Sleep only 2 hours a night
Do you find yourself sacrificing your sleep to study for an exam? Or maybe sacrificing sleep to hang out with your friends? Have you ever wished there were more hours in a day?
As college students, we experience the weirdest sleeping patterns. Most of these patterns leave us feeling groggy in the morning and exhausted by the afternoon.
Scientists have researched different sleep patterns and found that the body is capable of sleeping only two hours per day while still functioning like it slept eight. This occurs by adapting to unorthodox sleep cycle patterns called polyphasic sleep cycles. Most people follow a monophasic sleep cycle where they go to bed at night for eight hours and wake up the next morning. A polyphasic sleep cycle requires a person to take shorter naps at certain intervals throughout the day and night. The result is more productive hours during the 24 hour day. There are many different polyphasic sleep cycles, but the one I will discuss is the Uberman Sleep Cycle. The Uberman Sleep Cycle requires a person to take 20-30 minute naps during 4-hour intervals throughout the day – in other words, six 20-minute naps. The science behind this radical sleep schedule has to do with the different phases of sleep. There are four main stages every sleeping person goes through. They are
Transition to sleep (N1)
Light sleep (N2)
Deep sleep (N3)
Dream sleep (REM).
These four stages comprise a cycle, and each cycle lasts 90 minutes in a monophasic sleep cycle.

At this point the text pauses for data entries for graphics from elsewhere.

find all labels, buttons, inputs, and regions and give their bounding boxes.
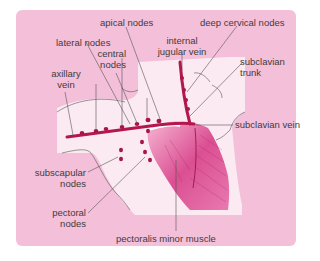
label-central-nodes: central nodes (88, 48, 126, 70)
label-subclavian-trunk: subclavian trunk (240, 56, 285, 78)
label-subscapular-nodes: subscapular nodes (24, 167, 86, 189)
label-lateral-nodes: lateral nodes (56, 37, 110, 48)
label-pectoralis-minor-muscle: pectoralis minor muscle (116, 233, 216, 244)
label-subclavian-vein: subclavian vein (235, 119, 300, 130)
label-deep-cervical-nodes: deep cervical nodes (200, 17, 285, 28)
label-axillary-vein: axillary vein (48, 68, 84, 90)
label-apical-nodes: apical nodes (100, 17, 153, 28)
label-internal-jugular-vein: internal jugular vein (150, 35, 214, 57)
label-pectoral-nodes: pectoral nodes (24, 207, 86, 229)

Dream sleep, scientifically known as REM sleep, is commonly regarded as the most critical portion of the sleeping cycle. This sleep stage is responsible for learning, processing, and consolidating everything a person learns throughout the day. This portion also replenishes vital chemicals including dopamine and serotonin.

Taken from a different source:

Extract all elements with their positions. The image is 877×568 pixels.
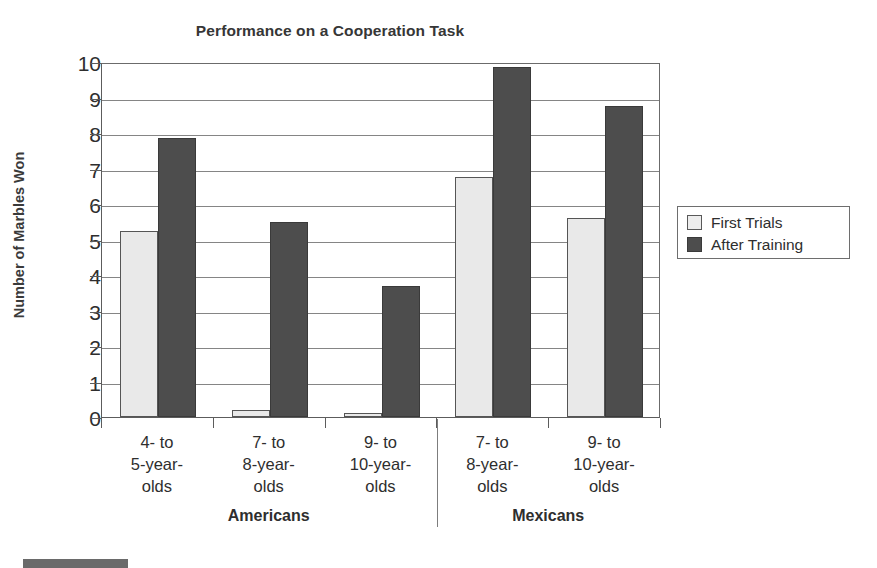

How does a 20 minute nap dictated by the Uberman sleep cycle account for all of these phases? The science behind this cycle is that the transition phase of switching to this sleep pattern causes sleep deprivation symptoms which your body adapts to by condensing the aforementioned 90 minute sleep cycle into twenty minutes. Consequently, your body falls into REM sleep almost immediately. As a result, a person acclimated to the Uberman Sleep Cycle will still obtain enough REM sleep to function until the next nap.
In theory, this sounds fantastic, but there is a lot of debate surrounding this sleep pattern. On one hand, there are people who have successfully adjusted to the cycle and followed it for up to a year. These people suffered from no health issues, unordinary mental lapses, or compromise of focus. They simply enjoy an extra 91 days per year that monophasic sleepers miss out on.
However, most people who attempt the Uberman Sleep Schedule fail. The primary reason is due to the brutal, 1-week adjustment period upon switching sleep patterns. The biggest issue with the adjustment is that if a person inadvertently oversleeps any of his naps, he must restart. Another reason this sleep cycle isn’t maintained for long periods of time is because it is not congruent with the way most people sleep (7-9 hours at night). As a result, daytime naps become inconvenient and social activities are often interrupted by the much necessary nap schedule. Finally, although people have maintained exercise schedules with this sleep cycle, the lack of deep sleep a person’s body receives may affect his body’s ability to recover from physical exertion from the previous day.
Overall, the Uberman Sleep Cycle has varying results. Only your body can tell you whether or not you should try it. However, if you decide to switch to a polyphasic sleep cycle, I highly recommend doing more research on one you want to follow. Steve Pavlina’s 90 day blog on his experience is an excellent source (http://www.stevepavlina.com/blog/2005/10/polyphasic-sleep-log-day-1/) . Additionally, there is an entire community based on different sleep cycles at http://www.polyphasicsociety.com/.
by Pitambar Dayal
Dmitry • Nov 5, 2013 at 7:22 pm
Hi, guys. I am a polyphasic sleeper for almost 2 years and I sleep 4,5 hours a day. Me and my friends made lots of experiments on this fied and we want to share our experience. We decided to create a mobile application that would be an essential guide to polyphasic sleep experience for everyone.
Check our website: http://www.smartsleepteam.com
We alredy have a functioning prototype that we use in our everyday life, but we need funds to finish it and launch to pruduction. So we created a company on kickstarter.